Could you point me to the paragraph in question? I've read the article a few times now, and I don't see A) anyone described as anti-racist or B) anything saying people who do racist things cannot grow.
Sorry! Somehow I managed to paste completely the wrong link, and now it is too late for me to edit my previous comment. I realise now that scrolling down on that website automatically loads new articles and updates the address bar.

Here[0] is the article I had meant to link to.

Ah man… I really feel bad that you read the wrong article a few times after I unwittingly mislead you. I'm genuinely sorry about that.

[0]: https://www.ocpathink.org/post/whites-will-always-be-racist-...

Ah, thanks for the corrected link, I appreciate it. I hate when websites do that, it's super confusing.

I actually agree with her here, but I don't think that's the same as saying that racist people can't get better:

> While citizens can work on addressing racism, they can never be free of it, she said. “We don’t arrive and now we are not racist,” DiAngelo said.

In her view (and mine), becoming "not racist" isn't really a thing that happens and then you're done, and you don't have to worry about not being racist anymore. Rather, it's an ongoing effort, the same way being a kind person or a hard worker is. In this understanding, "all white people are racist" is not a condemnation of white people or an attempt to cast white people as inherently bad or irredeemable. Rather, it's meant as a wake-up call - "Yes, all white people, even you, believe racist things and sometimes act in racist ways." If you want to be anti-racist, it is important to recognize these things within yourself and improve them, in the same way that you work to improve the world outside you.

Since this is a different definitional understanding (semantics?) than the person who says "I'm not racist," it can be a tricky point to communicate properly without being misunderstood or taken out of context.

I don't agree with all of DiAngelo's points or writing, but on this core one, I think she's not too far off the mark.

I mean sorry, but no amount of context to "all white people are racist" is going to make people see the nuance.

It's a stupid statement no matter the explanation.

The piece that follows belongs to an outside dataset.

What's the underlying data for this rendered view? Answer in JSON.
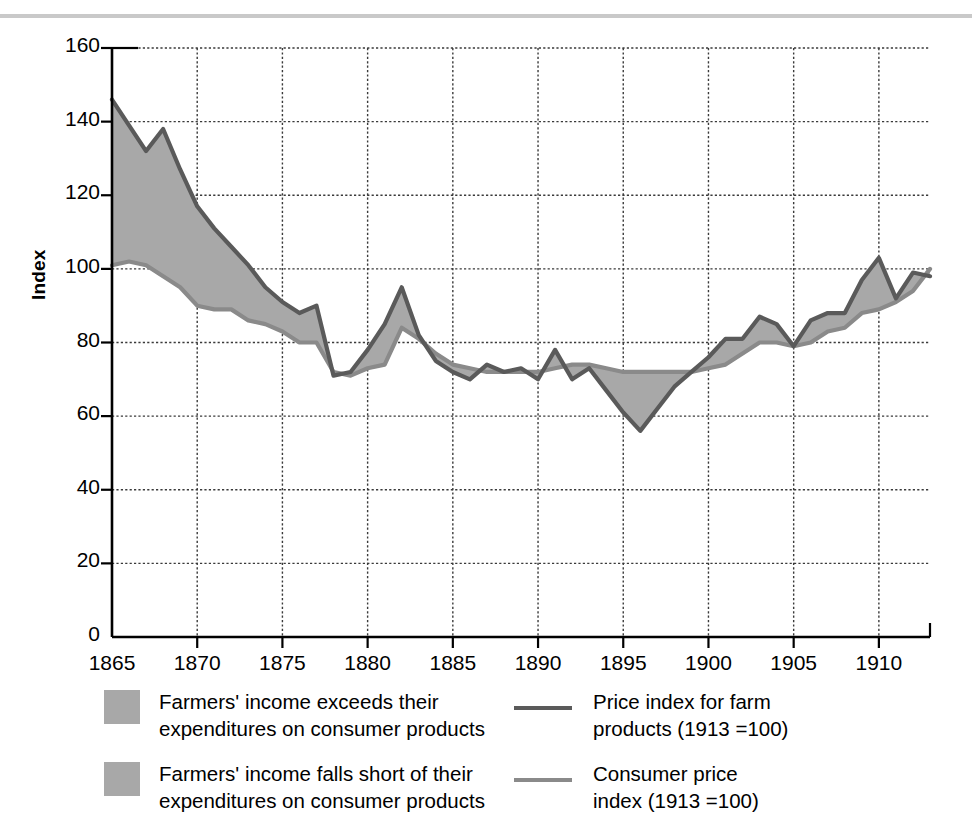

And honestly even the intent at bwst is advocating purity over practice, her point will waste a lot of resources on people who are more or less on board with said idea of anti-racism but are flawed.

> Robin DiAngelo

I'm going to have to start asking for better sources on antiracism than a white woman who makes a career out of corporate "diversity training." Like, of course that's her entire thesis.

White fragility is a very useful concept, for sure. But the way DiAngelo uses it seems to be more focused on making white people hem and haw and feel guilty for even trying instead of doing mutual aid, reading theory, forming community, anything actually helpful or useful.

If I wanted to set up a strawman, that's exactly what I'd do.

In case anyone finds this, I should probably clarify that my beef is with DiAngelo specifically rather than with CRT in general. I think that what she puts forth leads to unhelpful, performative activism, and I think she characterizes Black people erroneously as a monolith. In my opinion, the end result is white people getting bounced off of important work by one excessively moralizing book with a profit motive. For this and other reasons White Fragility is being taken off of some antiracism reading lists.

I'll probably read her new book that's coming out soon, but my prior assumption is that it's more of the same. I hope to be proven wrong.

I remain unconvinced that CRT is at all constructive and I find it peculiar that you recognise it as erroneous to characterise black people as a monolith when this is exactly what CRT does.

My perspective aligns neatly with that describe here[0].

As Trevor Phillips would say[1], Critical Race Theory is exactly the idea I would invent if I were a racist.

[0]: https://www.heritage.org/civil-society/commentary/how-leftis...

[1]: https://www.youtube.com/watch?v=Tb2iFikOwYU

These aren't the better sources I was looking for.